Carr removed these blog posts upon his appointment, and publicly adhered to the government’s policy, but his criticisms have been restated in the diary. In one entry, he wrote that as foreign minister he stuck to “our liturgy” of describing the US alliance as a “cornerstone,” but:

“I would like to make us a little less craven, to correct the tilt away from China and the too-desperate embrace of the US, symbolised in last year’s announcement of a rotating marine presence in Darwin and Obama’s criticism of China in our parliament. I would like to capture some of the instincts of this of Paul Keating, Malcolm Fraser and even [former Liberal foreign minister] Alexander Downer; and I value the words of [former Labor foreign minister] Gareth Evans—that we should not approach the Americans ‘happy to lie on our backs like puppy dogs with four paws waving and pink tummies exposed.’”

Carr also wrote that he was worried about the US capacity to be “driven by anxiety and paranoia into producing a Cold War with China, studded with incidents at sea.” He referred to the US record of “walking breezily” into two “unnecessary” and “bankrupting” wars in Afghanistan and Iraq.

Carr is certainly no opponent of US imperialism, nor of the Australian ruling elite’s post-World War II military and strategic alliance with Washington.
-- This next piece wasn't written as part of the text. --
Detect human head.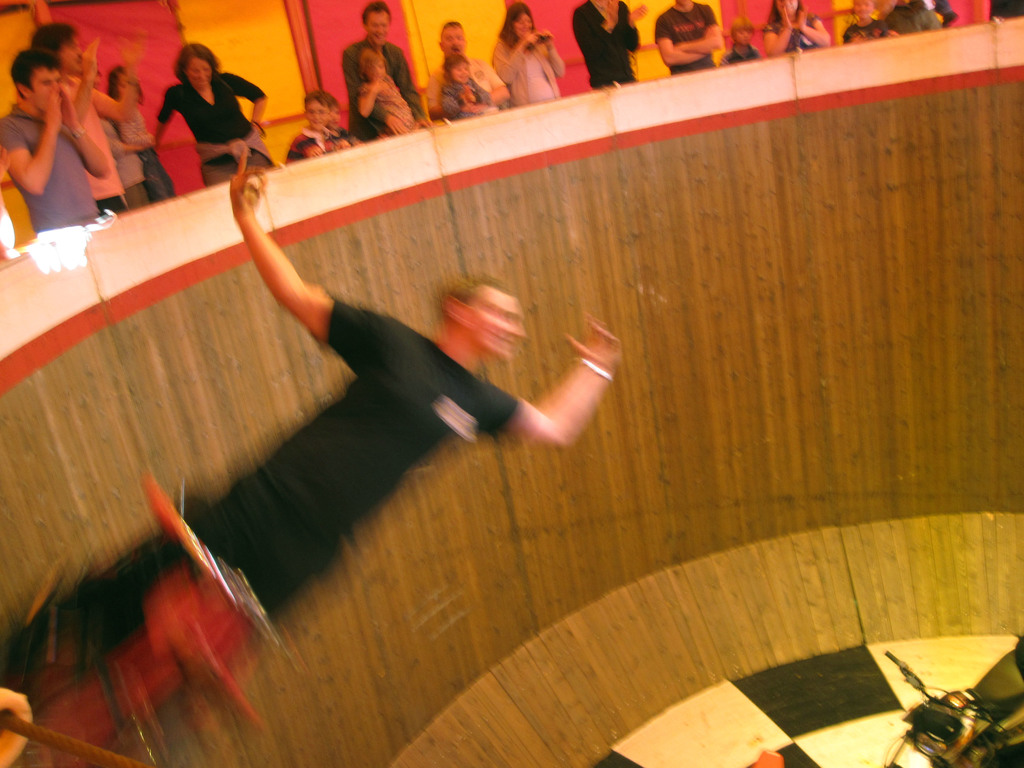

In fact, American diplomatic cables published by WikiLeaks last year revealed that he has been a US intelligence source inside the Labor Party for nearly four decades (see: “Australian foreign minister outed as long-time US informant”).

Rather, Carr reflects the concerns of elements within the corporate and political establishment, both in Australia and the US, about the potentially disastrous consequences—for the US and its allies—of a confrontation with China. Among these is former US secretary of state Henry Kissinger who has warned of the dangers of a war with China, and instead advocates cultivating relations with sections of the Beijing regime. Kissinger was centrally involved in engineering the rapprochement between the US and China that was sealed by the 1972 meeting between US President Richard Nixon and Chinese leader Mao Zedong.

In his diary, Carr described Kissinger as “my favourite world-historical figure.” He recounted a 2012 dinner that Kissinger hosted in his Manhattan apartment to celebrate Carr’s appointment as foreign minister. Those in attendance included Rupert Murdoch, New York Mayor Michael Bloomberg, the Indian UN Ambassador Hardeep Singh Puri, the head of Alcoa, Klaus Kleinfeld, and Susan Rice, Obama’s ambassador to the UN.

In these elite circles, some of whom have substantial profit-making operations in China, there is fear that Obama’s provocative “pivot” against China will cut across their interests and the prospect of reaching an accommodation, on America’s terms, with the Chinese capitalist class.

As it made clear in Rudd’s removal, however, the Obama administration will not countenance any compromise in its drive to counter China and assert unchallenged US hegemony in the Asia-Pacific. Carr’s decision to include his criticisms of Australia’s Israeli and US policies in his diary points to ongoing concerns in Australian ruling circles about the dangers posed by Obama’s reckless policies.